Thursday, October 21, 2010

Some protection for Consumers

Here is some great news to protect consumers. For some additional guidance contact Saggio Management Group.

http://mymoney.m.foxbusiness.com/quickPage.html?page=19628&content=43900732&pageNum=-1

FTC Bans Upfront Debt Settlement Fees

Oct 20, 2010 1:37 PM EDT

A new federal government rule will offer additional protections to consumers who are overburdened by debt; however, caution is advised since two limitations could undermine the rule's effectiveness.

The rule, which bans certain upfront fees for debt settlement services, is intended to ensure consumers won't have to pay for services that are promised, but never delivered, according to Susan Grant, director of consumer protection at the Consumer Federation of America in Washington, D.C.

"The new rules will ensure they don't pay anything until and unless a mutually agreeable settlement has actually been reached," she says.

The catch is that the new protections come only as part of the Federal Trade Commission's Telemarketing Sales Rule, or TSR, which applies only to for-profit companies and services that are sold over the telephone.

Ban on upfront debt relief fees

The rule contains five main protections:

Debt settlement companies cannot charge a fee until three conditions are met: The company must renegotiate, settle, reduce or otherwise alter the terms of at least one of the consumer's debts. The consumer must agree to at least one written debt settlement or debt management plan or other agreement between the consumer and a creditor, and the consumer must have made at least one payment to the creditor as a result of the agreement.

If those conditions have been met, a fee can be collected, but the amount must be proportional to what would be charged if all the debts were similarly settled. That means the company can't front-load its fees if the consumer has enrolled multiple debts in the program.

Debt settlement companies are prohibited from making certain common misrepresentations about their services.

Debt settlement companies may require set-aside accounts, but must comply with new restrictions on access to the funds.

Debt settlement companies must disclose how long it will take to get results, how much the service will cost, what the negative consequences could be and how the debt settlement account will be managed.

Face-to-face sales are exempt

The new rule applies to inbound as well as outbound telephone calls. That means a consumer who receives a call from a debt settlement company or calls such a company in response to the company's advertising will be protected by the new rules, according to Allison Brown, a senior attorney at the FTC in Washington, D.C.
"There is a broad definition of telemarketing," she says. "If the consumer sees a billboard or a radio ad or a website with a toll-free number, and the consumer makes that call, and then the service is sold over the telephone, that qualifies as telemarketing."

A Web-based chat function that used some telephone technology would be essentially equivalent to a telephone call, Brown says. But if a consumer responded and signed up entirely through a website, the protections of the new rule likely wouldn't apply.

In-person solicitations also are exempt.

"There is an explicit exemption for face-to-face transactions in the TSR, so if they get together with the consumer face-to-face and give a sales presentation, that takes it out of the rule," Brown says.

The face-to-face exemption is useful for attorneys who may get clients through referrals and negotiate with credit card companies on the client's behalf, but don't use telemarketing to solicit business. There is no exemption for companies that arrange a partnership with an attorney and then use telemarketing to obtain customers.

"To the extent that attorneys are doing telemarketing covered by the rule, there is no attorney exemption," Brown says.

Consumers should be cautious

The rule took effect Sept. 27, except for the ban on upfront fees, which will be delayed until Oct. 27.

State laws that are stricter than the federal rule will still apply, according to Brown. For instance, some 20 states have a cap on the fees that debt settlement companies can charge. Those fee caps and other restrictions aren't affected by the new FTC rule.

Despite the new protections, Grant nonetheless offers a "bottom-line warning" that consumers should avoid any debt settlement company that charges upfront fees.

"Regardless of whether the company's business methods come under the telemarketing sales rule or not, I would suggest that consumers don't do business with any debt relief service that asks them to pay a fee in advance before the debt relief is actually achieved," she says. "Until and unless your debt problems are actually resolved, what are you paying for?"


* **ASSIGNED TASK**:
Every entry must reappear in your answer exactly as written, though its pictures must not.

(Stored dataset items)
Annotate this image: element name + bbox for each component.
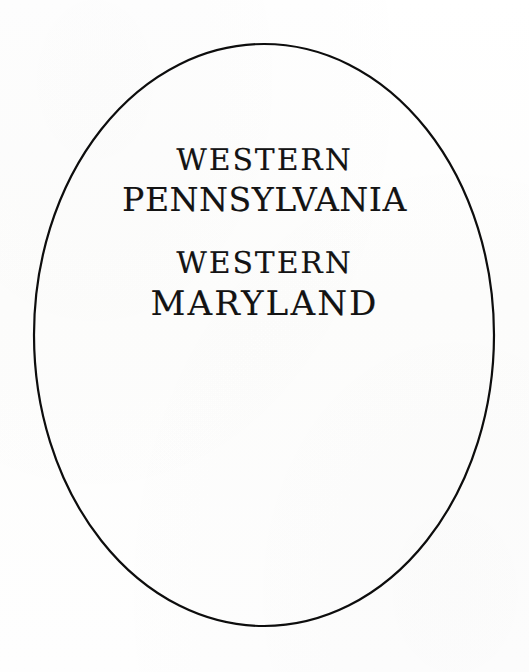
title-line-pennsylvania: PENNSYLVANIA bbox=[0, 183, 529, 216]
oval-border-frame bbox=[0, 0, 529, 672]
title-group-pennsylvania: WESTERN PENNSYLVANIA bbox=[0, 146, 529, 216]
title-line-western-pennsylvania-western: WESTERN bbox=[3, 146, 527, 176]
oval-border-ellipse bbox=[34, 44, 494, 626]
title-group-maryland: WESTERN MARYLAND bbox=[0, 249, 529, 321]
title-line-maryland: MARYLAND bbox=[0, 287, 529, 321]
scanned-page: WESTERN PENNSYLVANIA WESTERN MARYLAND bbox=[0, 0, 529, 672]
title-line-western-maryland-western: WESTERN bbox=[3, 249, 527, 279]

* **RESULT FOR THIS EXERCISE**:
Annotate this image: element name + bbox for each component.
title-line-pennsylvania: PENNSYLVANIA bbox=[0, 183, 529, 216]
oval-border-frame bbox=[0, 0, 529, 672]
title-group-pennsylvania: WESTERN PENNSYLVANIA bbox=[0, 146, 529, 216]
title-line-western-pennsylvania-western: WESTERN bbox=[3, 146, 527, 176]
oval-border-ellipse bbox=[34, 44, 494, 626]
title-group-maryland: WESTERN MARYLAND bbox=[0, 249, 529, 321]
title-line-maryland: MARYLAND bbox=[0, 287, 529, 321]
scanned-page: WESTERN PENNSYLVANIA WESTERN MARYLAND bbox=[0, 0, 529, 672]
title-line-western-maryland-western: WESTERN bbox=[3, 249, 527, 279]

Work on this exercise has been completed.